RELS-DQN: A Robust and Efficient Local Search Framework for Combinatorial Optimization

Shao, Yuanhang, Dey, Tonmoy, Vuckovic, Nikola, Van Popering, Luke, Kuhnle, Alan

arXiv.org Artificial Intelligence

These issues can be more intense in unsupervised tasks Combinatorial optimization is a broad and challenging due to lacking supervision information [27]. In addition, field with real-world applications ranging from traffic routing the large message vectors restrict the scalability because of to recommendation engines. As these problems are often memory overhead. In light of the local search algorithms' NP-hard [1]-[5], an efficient algorithm to find the best performance and the limitation of GNNs, we study how is solution in all instances with feasible resources is unlikely to the performance of a lightweight model directly using node exist. Therefore, researchers have turned to design heuristics features in the cardinality-constrained maximization problems, [5]-[9] in addition to approximation algorithms [10]-[16] then a natural question would be: In light of the local and enumeration [17], [18]. Among many well-known algorithms, search algorithms' performance and the limitation of GNNs, the standard greedy algorithm (Greedy) [19] provides we study how is the performance of a lightweight model the optimal (1 1/e)-approximation ratio for monotone directly using node features in the cardinality-constrained submodular instances, but this theoretical guarantee does maximization problems. Is it possible to design a lightweight not hold for non-submodular functions [20]. The limitation DQN model that can explore solution space like local search of Greedy has led to the development of greedy local (LS) does and serve as a general-purpose algorithm for search techniques that provide a feasible solution for various the combinatorial problem yet remain efficient in terms of applications. These techniques usually allow deletion and exchange runtime and memory consumption?

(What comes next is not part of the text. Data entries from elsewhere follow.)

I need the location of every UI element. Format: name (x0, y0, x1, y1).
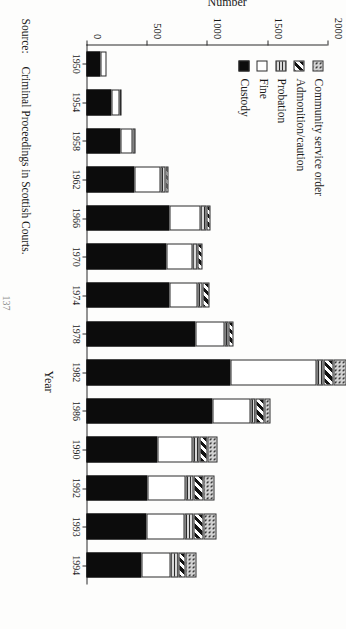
bar-segment-fine (100, 51, 106, 76)
bar-segment-custody (86, 243, 166, 268)
x-tick-label: 1970 (70, 246, 81, 266)
bar-segment-custody (86, 475, 147, 500)
bar-segment-community-service-order (207, 436, 217, 461)
bar-segment-fine (146, 513, 184, 538)
source-label: Source: (19, 18, 31, 66)
table-row (86, 436, 217, 461)
bar-segment-probation (160, 166, 165, 191)
table-row (86, 166, 168, 191)
x-tick-label: 1950 (70, 53, 81, 73)
table-row (86, 513, 216, 538)
legend-label: Custody (238, 78, 250, 116)
y-tick-label: 1000 (212, 17, 223, 39)
table-row (86, 398, 270, 423)
bar-segment-custody (86, 552, 141, 577)
bar-segment-fine (212, 398, 250, 423)
bar-segment-probation (185, 475, 193, 500)
bar-segment-custody (86, 436, 157, 461)
bar-segment-admonition-caution (228, 321, 233, 346)
legend-label: Probation (275, 78, 287, 123)
legend-swatch-icon (257, 60, 268, 71)
legend-swatch-icon (238, 60, 249, 71)
x-tick-label: 1993 (70, 516, 81, 536)
bar-segment-admonition-caution (197, 243, 201, 268)
bar-segment-fine (147, 475, 184, 500)
bar-segment-probation (197, 282, 202, 307)
y-tick-label: 0 (92, 34, 103, 39)
bar-segment-probation (192, 243, 197, 268)
bar-segment-fine (157, 436, 192, 461)
x-tick-label: 1962 (70, 169, 81, 189)
legend-item: Probation (273, 60, 288, 196)
bar-segment-admonition-caution (206, 205, 210, 230)
x-tick-label: 1954 (70, 92, 81, 112)
legend-swatch-icon (294, 60, 305, 71)
bar-segment-community-service-order (203, 513, 216, 538)
page-number: 137 (0, 295, 11, 310)
legend-item: Custody (236, 60, 251, 196)
table-row (86, 282, 209, 307)
y-tick-label: 1500 (272, 17, 283, 39)
bar-segment-fine (169, 282, 197, 307)
y-tick (327, 40, 328, 45)
source-note: Source:Criminal Proceedings in Scottish … (19, 18, 31, 254)
bar-segment-custody (86, 321, 195, 346)
bar-segment-probation (224, 321, 228, 346)
bar-segment-custody (86, 359, 230, 384)
legend-label: Community service order (312, 78, 324, 196)
bar-segment-custody (86, 51, 100, 76)
bar-segment-probation (316, 359, 323, 384)
x-tick-label: 1990 (70, 439, 81, 459)
x-tick-label: 1966 (70, 208, 81, 228)
bar-segment-custody (86, 513, 146, 538)
legend-label: Admonition/caution (293, 78, 305, 171)
bar-segment-fine (141, 552, 170, 577)
bar-segment-probation (170, 552, 178, 577)
source-text: Criminal Proceedings in Scottish Courts. (19, 66, 31, 254)
bar-segment-fine (166, 243, 193, 268)
bar-segment-admonition-caution (165, 166, 168, 191)
y-tick-label: 500 (152, 23, 163, 39)
y-axis-title: Number (207, 0, 246, 9)
legend-label: Fine (256, 78, 268, 98)
bar-segment-fine (195, 321, 224, 346)
bar-segment-custody (86, 128, 120, 153)
x-tick-label: 1974 (70, 285, 81, 305)
legend-swatch-icon (275, 60, 286, 71)
table-row (86, 51, 106, 76)
bar-segment-probation (184, 513, 192, 538)
bar-segment-admonition-caution (193, 513, 204, 538)
bar-segment-fine (230, 359, 316, 384)
table-row (86, 205, 210, 230)
x-tick-label: 1958 (70, 130, 81, 150)
y-tick (86, 40, 87, 45)
bar-segment-admonition-caution (255, 398, 264, 423)
bar-segment-probation (250, 398, 255, 423)
bar-segment-probation (119, 89, 121, 114)
legend-item: Fine (255, 60, 270, 196)
bar-segment-probation (200, 205, 206, 230)
bar-segment-custody (86, 205, 169, 230)
y-tick-label: 2000 (333, 17, 344, 39)
table-row (86, 243, 202, 268)
x-tick-label: 1994 (70, 555, 81, 575)
legend: Community service orderAdmonition/cautio… (233, 60, 326, 196)
table-row (86, 128, 135, 153)
bar-segment-probation (132, 128, 135, 153)
x-axis-line (86, 44, 87, 584)
x-tick-label: 1992 (70, 478, 81, 498)
legend-item: Community service order (310, 60, 325, 196)
bar-segment-admonition-caution (199, 436, 207, 461)
x-tick-label: 1978 (70, 323, 81, 343)
bar-segment-fine (111, 89, 119, 114)
bar-segment-custody (86, 398, 212, 423)
x-tick-label: 1982 (70, 362, 81, 382)
y-tick (146, 40, 147, 45)
legend-item: Admonition/caution (292, 60, 307, 196)
bar-segment-community-service-order (333, 359, 346, 384)
bar-segment-fine (134, 166, 160, 191)
bar-segment-custody (86, 166, 134, 191)
table-row (86, 552, 196, 577)
table-row (86, 475, 214, 500)
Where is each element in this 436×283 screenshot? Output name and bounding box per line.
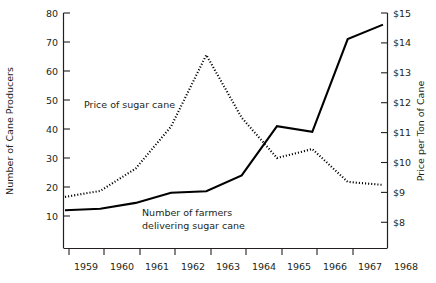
right-tick-label-9: $9	[393, 187, 405, 198]
left-tick-label-50: 50	[46, 95, 58, 106]
x-tick-label-1964: 1964	[252, 261, 276, 272]
right-axis-title: Price per Ton of Cane	[415, 81, 426, 182]
x-tick-label-1965: 1965	[287, 261, 311, 272]
right-tick-label-10: $10	[393, 157, 411, 168]
series-price-of-sugar-cane	[65, 55, 383, 197]
line-chart: 80 70 60 50 40 30 20 10 Number of Cane P…	[0, 0, 436, 283]
left-tick-label-40: 40	[46, 124, 58, 135]
x-tick-label-1968: 1968	[394, 261, 418, 272]
right-tick-label-12: $12	[393, 97, 411, 108]
left-tick-label-70: 70	[46, 37, 58, 48]
annotation-price-of-sugar-cane: Price of sugar cane	[84, 99, 175, 110]
left-tick-label-60: 60	[46, 66, 58, 77]
left-tick-label-80: 80	[46, 8, 58, 19]
chart-container: 80 70 60 50 40 30 20 10 Number of Cane P…	[0, 0, 436, 283]
left-tick-label-30: 30	[46, 153, 58, 164]
x-tick-label-1960: 1960	[110, 261, 134, 272]
x-tick-label-1962: 1962	[181, 261, 205, 272]
right-axis-ticks	[381, 13, 388, 222]
x-tick-label-1959: 1959	[74, 261, 98, 272]
x-tick-label-1963: 1963	[216, 261, 240, 272]
left-axis-title: Number of Cane Producers	[4, 67, 15, 195]
series-number-of-farmers	[65, 25, 383, 211]
x-tick-label-1961: 1961	[145, 261, 169, 272]
x-tick-label-1967: 1967	[358, 261, 382, 272]
right-tick-label-11: $11	[393, 127, 411, 138]
right-tick-label-15: $15	[393, 8, 411, 19]
left-tick-label-10: 10	[46, 211, 58, 222]
right-tick-label-13: $13	[393, 67, 411, 78]
x-axis-ticks	[69, 249, 353, 256]
left-axis-ticks	[64, 13, 71, 216]
annotation-number-of-farmers-line2: delivering sugar cane	[142, 220, 245, 231]
right-tick-label-14: $14	[393, 37, 411, 48]
annotation-number-of-farmers-line1: Number of farmers	[142, 207, 232, 218]
right-tick-label-8: $8	[393, 217, 405, 228]
x-tick-label-1966: 1966	[323, 261, 347, 272]
left-tick-label-20: 20	[46, 182, 58, 193]
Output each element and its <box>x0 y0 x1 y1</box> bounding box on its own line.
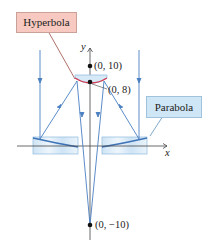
parabola-callout: Parabola <box>146 96 202 118</box>
point-bottom <box>88 223 93 228</box>
point-top <box>88 64 93 69</box>
point-top-label: (0, 10) <box>94 60 122 71</box>
x-axis-label: x <box>165 147 170 158</box>
y-axis-label: y <box>81 41 86 52</box>
hyperbola-callout-pointer <box>48 31 75 79</box>
vertex-leader <box>92 84 107 89</box>
telescope-diagram <box>0 0 202 250</box>
hyperbola-callout-label: Hyperbola <box>23 17 69 28</box>
point-vertex <box>88 80 93 85</box>
hyperbola-callout: Hyperbola <box>16 12 77 33</box>
parabola-callout-pointer <box>150 116 163 136</box>
parabola-callout-label: Parabola <box>155 102 193 113</box>
point-vertex-label: (0, 8) <box>108 84 131 95</box>
point-bottom-label: (0, −10) <box>95 219 129 230</box>
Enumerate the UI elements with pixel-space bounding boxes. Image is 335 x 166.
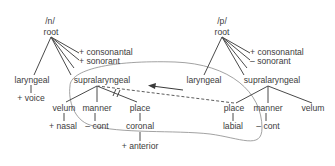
right-root-label: root (215, 27, 230, 37)
right-labial-feature: labial (223, 121, 243, 131)
right-segment-label: /p/ (217, 16, 227, 26)
right-cont-feature: – cont (256, 121, 279, 131)
right-supralaryngeal-label: supralaryngeal (244, 75, 300, 85)
left-place-label: place (130, 103, 151, 113)
left-voice-feature: + voice (17, 93, 44, 103)
left-coronal-feature: coronal (126, 121, 154, 131)
right-manner-label: manner (253, 103, 282, 113)
left-segment-label: /n/ (45, 16, 55, 26)
right-laryngeal-label: laryngeal (187, 75, 222, 85)
left-nasal-feature: + nasal (49, 121, 77, 131)
left-laryngeal-label: laryngeal (15, 75, 50, 85)
left-cont-feature: – cont (85, 121, 108, 131)
left-root-feature-sonorant: + sonorant (79, 56, 120, 66)
left-root-label: root (44, 27, 59, 37)
right-velum-label: velum (302, 103, 325, 113)
left-velum-label: velum (53, 103, 76, 113)
right-place-label: place (224, 103, 245, 113)
arrow-left-icon (148, 83, 183, 90)
right-root-feature-sonorant: – sonorant (250, 56, 291, 66)
left-anterior-feature: + anterior (122, 141, 159, 151)
left-supralaryngeal-label: supralaryngeal (74, 75, 130, 85)
left-manner-label: manner (82, 103, 111, 113)
delink-mark (113, 89, 120, 97)
feature-geometry-diagram: /n/ root + consonantal + sonorant laryng… (0, 0, 335, 166)
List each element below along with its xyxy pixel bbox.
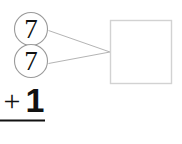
part-value-bottom: 7 (14, 44, 48, 78)
connector-line-bottom (49, 52, 111, 64)
part-value-top: 7 (14, 12, 48, 46)
plus-operator-icon: + (1, 86, 23, 116)
worksheet-canvas: 7 7 + 1 (0, 0, 182, 144)
addend-value: 1 (24, 84, 46, 116)
answer-box[interactable] (111, 21, 172, 84)
connector-line-top (49, 31, 111, 53)
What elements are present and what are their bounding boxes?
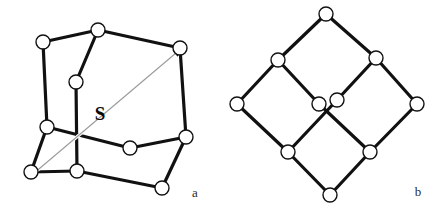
graph-node <box>410 97 424 111</box>
graph-node <box>173 41 187 55</box>
graph-node <box>24 165 38 179</box>
graph-edge <box>330 152 370 195</box>
graph-node <box>312 97 326 111</box>
graph-node <box>230 97 244 111</box>
graph-edge <box>47 127 130 148</box>
graph-node <box>91 23 105 37</box>
graph-node <box>123 141 137 155</box>
graph-node <box>36 35 50 49</box>
graph-edge <box>278 60 319 104</box>
figure-root: S a b <box>0 0 440 213</box>
graph-edge <box>337 58 376 100</box>
graph-node <box>155 181 169 195</box>
graph-edge <box>76 82 77 171</box>
graph-edge <box>130 137 186 148</box>
graph-node <box>323 188 337 202</box>
panel-b-edges <box>237 14 417 195</box>
graph-edge <box>278 14 326 60</box>
panel-b: b <box>230 7 424 202</box>
graph-node <box>40 120 54 134</box>
graph-edge <box>237 104 288 152</box>
figure-canvas: S a b <box>0 0 440 213</box>
graph-node <box>369 51 383 65</box>
panel-b-caption: b <box>415 184 422 199</box>
graph-node <box>330 93 344 107</box>
graph-node <box>363 145 377 159</box>
graph-node <box>281 145 295 159</box>
panel-a-caption: a <box>192 185 198 200</box>
graph-edge <box>237 60 278 104</box>
panel-a: S a <box>24 23 198 200</box>
graph-node <box>319 7 333 21</box>
graph-edge <box>162 137 186 188</box>
graph-edge <box>43 30 98 42</box>
graph-edge <box>376 58 417 104</box>
graph-edge <box>370 104 417 152</box>
graph-edge <box>288 152 330 195</box>
graph-node <box>70 164 84 178</box>
graph-edge <box>43 42 47 127</box>
graph-node <box>69 75 83 89</box>
graph-node <box>179 130 193 144</box>
graph-edge <box>180 48 186 137</box>
graph-node <box>271 53 285 67</box>
graph-edge <box>326 14 376 58</box>
graph-edge <box>77 171 162 188</box>
panel-b-nodes <box>230 7 424 202</box>
graph-edge <box>76 30 98 82</box>
graph-edge <box>98 30 180 48</box>
symmetry-axis-label: S <box>95 103 106 124</box>
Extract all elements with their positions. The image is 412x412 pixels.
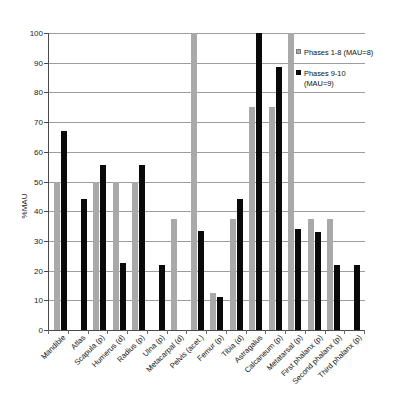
legend-entry[interactable]: Phases 9-10 (MAU=9): [296, 69, 408, 88]
bar[interactable]: [269, 107, 275, 330]
bar[interactable]: [249, 107, 255, 330]
y-tick-mark: [44, 122, 48, 123]
bar-group: [90, 33, 110, 330]
y-tick-label: 100: [30, 29, 43, 38]
bar[interactable]: [81, 199, 87, 330]
bar[interactable]: [327, 219, 333, 330]
bar[interactable]: [159, 265, 165, 330]
bar[interactable]: [276, 67, 282, 330]
series-2-swatch: [296, 70, 301, 75]
y-tick-mark: [44, 241, 48, 242]
series-1-swatch: [296, 49, 301, 54]
bar-group: [207, 33, 227, 330]
y-tick-label: 0: [39, 326, 43, 335]
cropped-caption-text: · · · · · · · · ·: [0, 0, 412, 14]
bar[interactable]: [334, 265, 340, 330]
y-tick-label: 40: [34, 207, 43, 216]
y-tick-mark: [44, 300, 48, 301]
bar[interactable]: [191, 33, 197, 330]
bar[interactable]: [61, 131, 67, 330]
y-tick-mark: [44, 33, 48, 34]
bar-group: [149, 33, 169, 330]
bar-group: [168, 33, 188, 330]
y-tick-mark: [44, 152, 48, 153]
legend-label: Phases 1-8 (MAU=8): [304, 48, 373, 57]
bar[interactable]: [256, 33, 262, 330]
x-axis-category-label: Mandible: [39, 333, 67, 361]
bar[interactable]: [237, 199, 243, 330]
chart-legend: Phases 1-8 (MAU=8)Phases 9-10 (MAU=9): [296, 48, 408, 100]
bar[interactable]: [210, 293, 216, 330]
y-tick-label: 10: [34, 296, 43, 305]
y-tick-label: 50: [34, 177, 43, 186]
y-tick-mark: [44, 211, 48, 212]
y-tick-label: 30: [34, 236, 43, 245]
y-tick-mark: [44, 182, 48, 183]
bar[interactable]: [354, 265, 360, 330]
bar[interactable]: [132, 182, 138, 331]
bar-group: [188, 33, 208, 330]
bar[interactable]: [198, 231, 204, 330]
bar[interactable]: [308, 219, 314, 330]
x-axis-labels: MandibleAtlasScapula (p)Humerus (d)Radiu…: [48, 333, 364, 411]
y-tick-label: 90: [34, 58, 43, 67]
bar[interactable]: [120, 263, 126, 330]
bar[interactable]: [93, 182, 99, 331]
y-tick-label: 60: [34, 147, 43, 156]
bar[interactable]: [113, 182, 119, 331]
y-tick-label: 70: [34, 118, 43, 127]
bar-group: [51, 33, 71, 330]
y-tick-mark: [44, 271, 48, 272]
x-tick-mark: [364, 330, 365, 334]
legend-label: Phases 9-10 (MAU=9): [304, 69, 346, 88]
chart-figure: · · · · · · · · · %MAU 01020304050607080…: [0, 0, 412, 412]
bar-group: [246, 33, 266, 330]
bar-group: [129, 33, 149, 330]
bar[interactable]: [139, 165, 145, 330]
bar[interactable]: [171, 219, 177, 330]
bar-group: [71, 33, 91, 330]
legend-entry[interactable]: Phases 1-8 (MAU=8): [296, 48, 408, 57]
bar[interactable]: [217, 297, 223, 330]
y-tick-label: 80: [34, 88, 43, 97]
bar[interactable]: [315, 232, 321, 330]
bar-group: [266, 33, 286, 330]
y-tick-mark: [44, 63, 48, 64]
bar[interactable]: [54, 182, 60, 331]
bar-group: [110, 33, 130, 330]
y-tick-mark: [44, 92, 48, 93]
bar[interactable]: [100, 165, 106, 330]
bar[interactable]: [295, 229, 301, 330]
bar-group: [227, 33, 247, 330]
y-tick-label: 20: [34, 266, 43, 275]
bar[interactable]: [288, 33, 294, 330]
y-axis-title: %MAU: [20, 194, 29, 219]
bar[interactable]: [230, 219, 236, 330]
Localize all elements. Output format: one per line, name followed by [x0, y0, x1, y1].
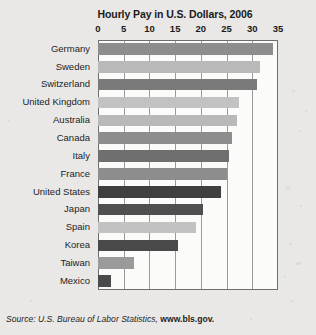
- bar-korea: [98, 240, 178, 252]
- category-label-sweden: Sweden: [0, 61, 94, 72]
- x-tick-label-30: 30: [247, 23, 258, 34]
- bar-row: [98, 275, 278, 287]
- bar-row: [98, 132, 278, 144]
- bar-australia: [98, 115, 237, 127]
- x-tick-label-0: 0: [95, 23, 100, 34]
- bar-united-kingdom: [98, 97, 239, 109]
- category-label-spain: Spain: [0, 221, 94, 232]
- bar-canada: [98, 132, 232, 144]
- x-tick-label-15: 15: [170, 23, 181, 34]
- paper-speck: [299, 130, 301, 132]
- x-tick-label-5: 5: [121, 23, 126, 34]
- bar-chart-figure: Hourly Pay in U.S. Dollars, 2006 0510152…: [0, 0, 316, 335]
- bar-row: [98, 257, 278, 269]
- paper-speck: [305, 110, 307, 112]
- bar-japan: [98, 204, 203, 216]
- paper-speck: [289, 243, 292, 245]
- bars-container: [98, 40, 278, 290]
- category-label-switzerland: Switzerland: [0, 78, 94, 89]
- bar-united-states: [98, 186, 221, 198]
- x-tick-label-20: 20: [196, 23, 207, 34]
- bar-italy: [98, 150, 229, 162]
- bar-row: [98, 150, 278, 162]
- source-website: www.bls.gov.: [160, 314, 214, 324]
- category-label-france: France: [0, 168, 94, 179]
- bar-row: [98, 168, 278, 180]
- category-label-korea: Korea: [0, 239, 94, 250]
- x-axis-tick-labels: 05101520253035: [98, 23, 278, 36]
- bar-row: [98, 97, 278, 109]
- bar-sweden: [98, 61, 260, 73]
- category-label-italy: Italy: [0, 150, 94, 161]
- paper-speck: [30, 300, 32, 302]
- bar-switzerland: [98, 79, 257, 91]
- x-tick-label-10: 10: [144, 23, 155, 34]
- bar-france: [98, 168, 227, 180]
- paper-speck: [284, 276, 286, 278]
- bar-row: [98, 115, 278, 127]
- paper-speck: [296, 262, 301, 265]
- paper-speck: [250, 318, 252, 320]
- category-labels: GermanySwedenSwitzerlandUnited KingdomAu…: [0, 40, 94, 290]
- bar-row: [98, 79, 278, 91]
- x-tick-label-25: 25: [221, 23, 232, 34]
- paper-speck: [300, 205, 302, 207]
- category-label-australia: Australia: [0, 114, 94, 125]
- bar-row: [98, 186, 278, 198]
- category-label-united-kingdom: United Kingdom: [0, 96, 94, 107]
- x-tick-label-35: 35: [273, 23, 284, 34]
- bar-row: [98, 204, 278, 216]
- source-note: Source: U.S. Bureau of Labor Statistics,…: [6, 314, 214, 324]
- bar-row: [98, 43, 278, 55]
- category-label-germany: Germany: [0, 43, 94, 54]
- bar-row: [98, 222, 278, 234]
- bar-spain: [98, 222, 196, 234]
- paper-speck: [292, 90, 295, 92]
- bar-germany: [98, 43, 273, 55]
- category-label-united-states: United States: [0, 186, 94, 197]
- paper-speck: [8, 120, 10, 122]
- category-label-canada: Canada: [0, 132, 94, 143]
- bar-row: [98, 240, 278, 252]
- category-label-mexico: Mexico: [0, 275, 94, 286]
- source-prefix: Source: U.S. Bureau of Labor Statistics,: [6, 314, 160, 324]
- chart-title: Hourly Pay in U.S. Dollars, 2006: [60, 8, 290, 20]
- bar-row: [98, 61, 278, 73]
- bar-taiwan: [98, 257, 134, 269]
- bar-mexico: [98, 275, 111, 287]
- category-label-taiwan: Taiwan: [0, 257, 94, 268]
- paper-speck: [286, 186, 290, 189]
- paper-speck: [291, 300, 294, 302]
- category-label-japan: Japan: [0, 203, 94, 214]
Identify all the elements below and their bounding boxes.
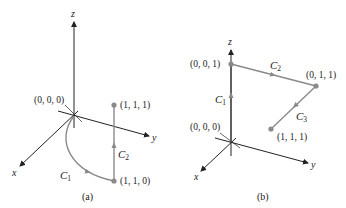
x-axis-label: x [193,171,199,182]
panel-b: z y x (0, 0, 0) C1 C2 C3 (0, 0, 1) (0, 1… [190,36,336,203]
curve-label-c1: C1 [215,93,226,107]
curve-label-c2: C2 [270,59,281,73]
y-axis-label: y [151,132,157,143]
y-axis-label: y [310,159,316,170]
point-label-1-1-1: (1, 1, 1) [120,100,150,111]
z-axis-label: z [227,36,232,47]
curve-c1 [66,116,114,181]
point-0-1-1 [313,83,318,88]
curve-label-c1: C1 [60,169,71,183]
point-1-1-0 [111,178,116,183]
point-label-origin: (0, 0, 0) [34,95,64,106]
curve-label-c3: C3 [296,110,307,124]
point-1-1-1 [111,102,116,107]
point-label-0-1-1: (0, 1, 1) [306,70,336,81]
x-axis-label: x [11,167,17,178]
panel-caption-a: (a) [82,191,93,203]
z-axis-label: z [70,8,75,19]
panel-a: z y x (0, 0, 0) C1 C2 (1, 1, 1) (1, 1, 0… [11,8,157,203]
point-label-0-0-1: (0, 0, 1) [190,59,220,70]
point-1-1-1 [268,126,273,131]
point-0-0-1 [228,61,233,66]
diagram-canvas: z y x (0, 0, 0) C1 C2 (1, 1, 1) (1, 1, 0… [0,0,346,208]
panel-caption-b: (b) [257,191,269,203]
point-label-1-1-1: (1, 1, 1) [277,132,307,143]
point-label-1-1-0: (1, 1, 0) [120,176,150,187]
curve-label-c2: C2 [118,148,129,162]
x-axis [20,111,78,166]
point-label-origin: (0, 0, 0) [190,122,220,133]
curve-c3 [271,86,316,129]
y-axis [58,111,149,136]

Exploratory Combinatorial Optimization with Reinforcement Learning

Barrett, Thomas D., Clements, William R., Foerster, Jakob N., Lvovsky, A. I.

arXiv.org Artificial Intelligence

Many real-world problems can be reduced to combinatorial optimization on a graph, where the subset or ordering of vertices that maximize some objective function must be found. With such tasks often NP-hard and analytically intractable, reinforcement learning (RL) has shown promise as a framework with which efficient heuristic methods to tackle these problems can be learned. Previous works construct the solution subset incrementally, adding one element at a time, however, the irreversible nature of this approach prevents the agent from revising its earlier decisions, which may be necessary given the complexity of the optimization task. We instead propose that the agent should seek to continuously improve the solution by learning to explore at test time. Our approach of exploratory combinatorial optimization (ECO-DQN) is, in principle, applicable to any combinatorial problem that can be defined on a graph. Experimentally, we show our method to produce state-of-the-art RL performance on the Maximum Cut problem. Moreover, because ECO-DQN can start from any arbitrary configuration, it can be combined with other search methods to further improve performance, which we demonstrate using a simple random search.